There were murmurs of exhausted conversation as the others staggered toward the nearest rocks and sank down upon them, but she
was too far away to make sense of anything that was said. Following in their wake, leaving a dripping trail like some just-emerged sea creature, she stopped to untie the strings of the wet domino, which was dragging from its own weight. Wringing it out, she draped it over her arm, then got sidetracked by Neil. He had been dragging the boat farther up onto the sand, and dropped it with a soft thud just a couple of feet away.

“You knew that opening in the cliff was there, didn’t you.” Her tone made it more of a statement than a question as she joined him. In retrospect, it was obvious that he’d been maneuvering the boat toward it when she’d been speechless with terror from thinking they were about to crash into the solid granite wall and die.

“I knew it used to be there.” He picked up the oars and tossed them into the boat, where they landed with a clatter. Then he went to retrieve his boots, which lay on their sides in the sand.

Gathering up her sodden skirts in both hands and wringing them out as she went, she followed. “How?”

“Credit a misspent youth.” Boots in hand, he stopped to look at her.

“Did you grow up around here, then?” She stopped, too, and they stood facing each other as she continued to wring streams of briny water from her skirts.

“What is that saying about curiosity?”

“It’s obvious to me that the cave beneath the castle, and this one, are used for illicit activity. Probably smuggling.”

“Recollect, if you will, what happened to that curious cat.” He moved past her toward the rocks.

Beth’s lips firmed in aggravation as she followed.

“I could not care less whether or not you are, or were, involved in smuggling. What I am asking is, are we safe here?”

“Probably not, or at least not for very long. For tonight, it seems we are. At least, I see no signs of anyone else around save ourselves.”

“What about those men from the castle who are at this moment undoubtedly riding over the top of these very cliffs hunting us?”

“As we had no light, I doubt that they ever even saw the boat once it left the cove under the castle, so unless we’re very unlucky, they should have no idea where we went. In any case, as far as this place is concerned, there are only two ways in. One is the way we just came, and as you’ve experienced for yourself, making use of it is damned tricky. The other—I doubt they will risk the other.”

“It’s more dangerous than what we just did? What does it involve, slaying a host of fire-breathing dragons?”

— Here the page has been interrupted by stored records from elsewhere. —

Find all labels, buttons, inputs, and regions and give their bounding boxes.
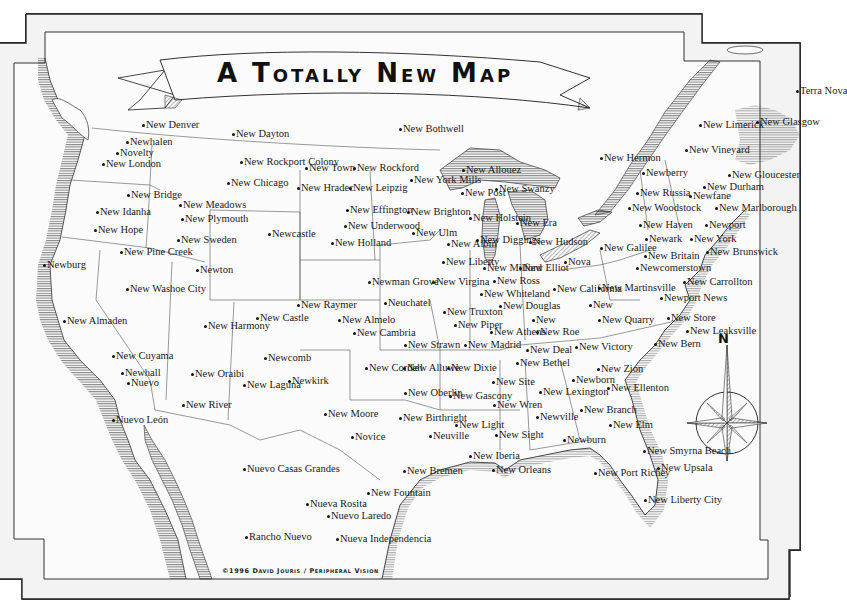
city-dot-icon xyxy=(464,344,467,347)
place-label: New Cuyama xyxy=(116,351,173,361)
city-dot-icon xyxy=(526,349,529,352)
place-label: New Dayton xyxy=(236,129,289,139)
place-label: New Site xyxy=(496,377,535,387)
city-dot-icon xyxy=(181,218,184,221)
place-label: New Hudson xyxy=(533,237,588,247)
place-label: New Russia xyxy=(640,188,690,198)
place-label: New Victory xyxy=(579,342,633,352)
city-dot-icon xyxy=(598,319,601,322)
city-dot-icon xyxy=(636,267,639,270)
place-label: New Bern xyxy=(658,339,701,349)
city-dot-icon xyxy=(429,435,432,438)
city-dot-icon xyxy=(728,174,731,177)
place-label: New Town xyxy=(309,163,355,173)
city-dot-icon xyxy=(703,186,706,189)
place-label: New Holland xyxy=(335,238,391,248)
city-dot-icon xyxy=(715,207,718,210)
place-label: New Washoe City xyxy=(130,284,206,294)
place-label: New Haven xyxy=(643,220,693,230)
city-dot-icon xyxy=(600,157,603,160)
place-label: New Carrollton xyxy=(687,277,753,287)
city-dot-icon xyxy=(403,367,406,370)
city-dot-icon xyxy=(367,492,370,495)
place-label: New Deal xyxy=(530,345,572,355)
place-label: Novelty xyxy=(120,148,154,158)
place-label: Nuevo Laredo xyxy=(331,511,391,521)
place-label: New Fountain xyxy=(371,488,431,498)
place-label: New Marlborough xyxy=(719,203,797,213)
place-label: New Quarry xyxy=(602,315,654,325)
city-dot-icon xyxy=(182,404,185,407)
city-dot-icon xyxy=(126,288,129,291)
place-label: Nova xyxy=(568,257,591,267)
place-label: New Cambria xyxy=(357,328,416,338)
place-label: Newcastle xyxy=(272,229,316,239)
city-dot-icon xyxy=(268,233,271,236)
place-label: New York xyxy=(694,234,737,244)
place-label: New Orleans xyxy=(496,465,551,475)
place-label: New Brunswick xyxy=(710,247,778,257)
place-label: New Hradec xyxy=(301,183,354,193)
place-label: New Vineyard xyxy=(689,145,750,155)
city-dot-icon xyxy=(336,538,339,541)
place-label: New Roe xyxy=(540,327,579,337)
city-dot-icon xyxy=(179,204,182,207)
place-label: New Hermon xyxy=(604,153,661,163)
place-label: New Elliot xyxy=(523,263,569,273)
city-dot-icon xyxy=(349,187,352,190)
city-dot-icon xyxy=(607,387,610,390)
city-dot-icon xyxy=(609,424,612,427)
city-dot-icon xyxy=(232,133,235,136)
place-label: New Glasgow xyxy=(760,117,820,127)
city-dot-icon xyxy=(112,355,115,358)
city-dot-icon xyxy=(204,325,207,328)
place-label: New Whiteland xyxy=(484,289,550,299)
place-label: Newberry xyxy=(646,168,688,178)
city-dot-icon xyxy=(116,152,119,155)
city-dot-icon xyxy=(243,468,246,471)
place-label: Nueva Independencia xyxy=(340,534,431,544)
place-label: New Gloucester xyxy=(732,170,800,180)
city-dot-icon xyxy=(191,373,194,376)
city-dot-icon xyxy=(639,224,642,227)
city-dot-icon xyxy=(636,192,639,195)
place-label: Newcomerstown xyxy=(640,263,711,273)
city-dot-icon xyxy=(553,288,556,291)
city-dot-icon xyxy=(288,380,291,383)
city-dot-icon xyxy=(516,222,519,225)
place-label: New Effington xyxy=(350,205,413,215)
place-label: New Zion xyxy=(601,364,643,374)
place-label: Nuevo xyxy=(131,378,159,388)
city-dot-icon xyxy=(338,319,341,322)
place-label: Nuevo León xyxy=(116,415,168,425)
place-label: New Moore xyxy=(328,409,378,419)
place-label: New Brighton xyxy=(411,207,471,217)
place-label: New Iberia xyxy=(473,451,520,461)
place-label: Newkirk xyxy=(292,376,329,386)
place-label: New Allouez xyxy=(466,165,521,175)
place-label: New Almaden xyxy=(67,316,127,326)
city-dot-icon xyxy=(536,331,539,334)
place-label: Neuchatel xyxy=(388,298,431,308)
place-label: New Liberty City xyxy=(648,495,722,505)
city-dot-icon xyxy=(240,161,243,164)
place-label: Nuevo Casas Grandes xyxy=(247,464,340,474)
city-dot-icon xyxy=(644,499,647,502)
city-dot-icon xyxy=(443,311,446,314)
place-label: New Bridge xyxy=(131,190,182,200)
place-label: New Leipzig xyxy=(353,183,408,193)
place-label: New Raymer xyxy=(301,300,357,310)
place-label: New Bethel xyxy=(520,358,570,368)
place-label: New Meadows xyxy=(183,200,246,210)
city-dot-icon xyxy=(245,536,248,539)
city-dot-icon xyxy=(324,413,327,416)
place-label: New Leaksville xyxy=(690,326,756,336)
place-label: New Pine Creek xyxy=(124,247,193,257)
place-label: New Chicago xyxy=(231,178,288,188)
place-label: New Smyrna Beach xyxy=(647,446,731,456)
city-dot-icon xyxy=(493,404,496,407)
place-label: New London xyxy=(106,159,161,169)
city-dot-icon xyxy=(442,261,445,264)
city-dot-icon xyxy=(432,281,435,284)
city-dot-icon xyxy=(177,239,180,242)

He laughed, but broke off abruptly, the sudden change in his expression making Beth frown. Then, having reached one of the clusters of stumplike rocks that ringed the sand, he sat down on the nearest available surface.

Or, more properly, dropped his boots in the sand and sank down on it as if he badly felt the need to sit.

Beth remembered her conviction that he had been shot.

“Does it hurt very much?” she asked, with what she considered truly commendable cunning.

“’Tis the sting of the salt that’s the worst of it, I think,” he answered, then caught himself up as he realized what he had been tricked into admitting, and looked up at her so warily that despite his size and style, he reminded her of nothing so much as a guilty small boy.

“Are you just going to sit there and bleed, or do you want me to take a look?” Her tone was tart. From the way he was sitting, and the long, questing hand that he pressed to the area not far above his right armpit, it wasn’t all that difficult for Beth to guess the location of the wound. She tried to see if she could discern the wet blackness of blood on his damp black coat, but it was impossible to make that kind of distinction in the shadowy gloom.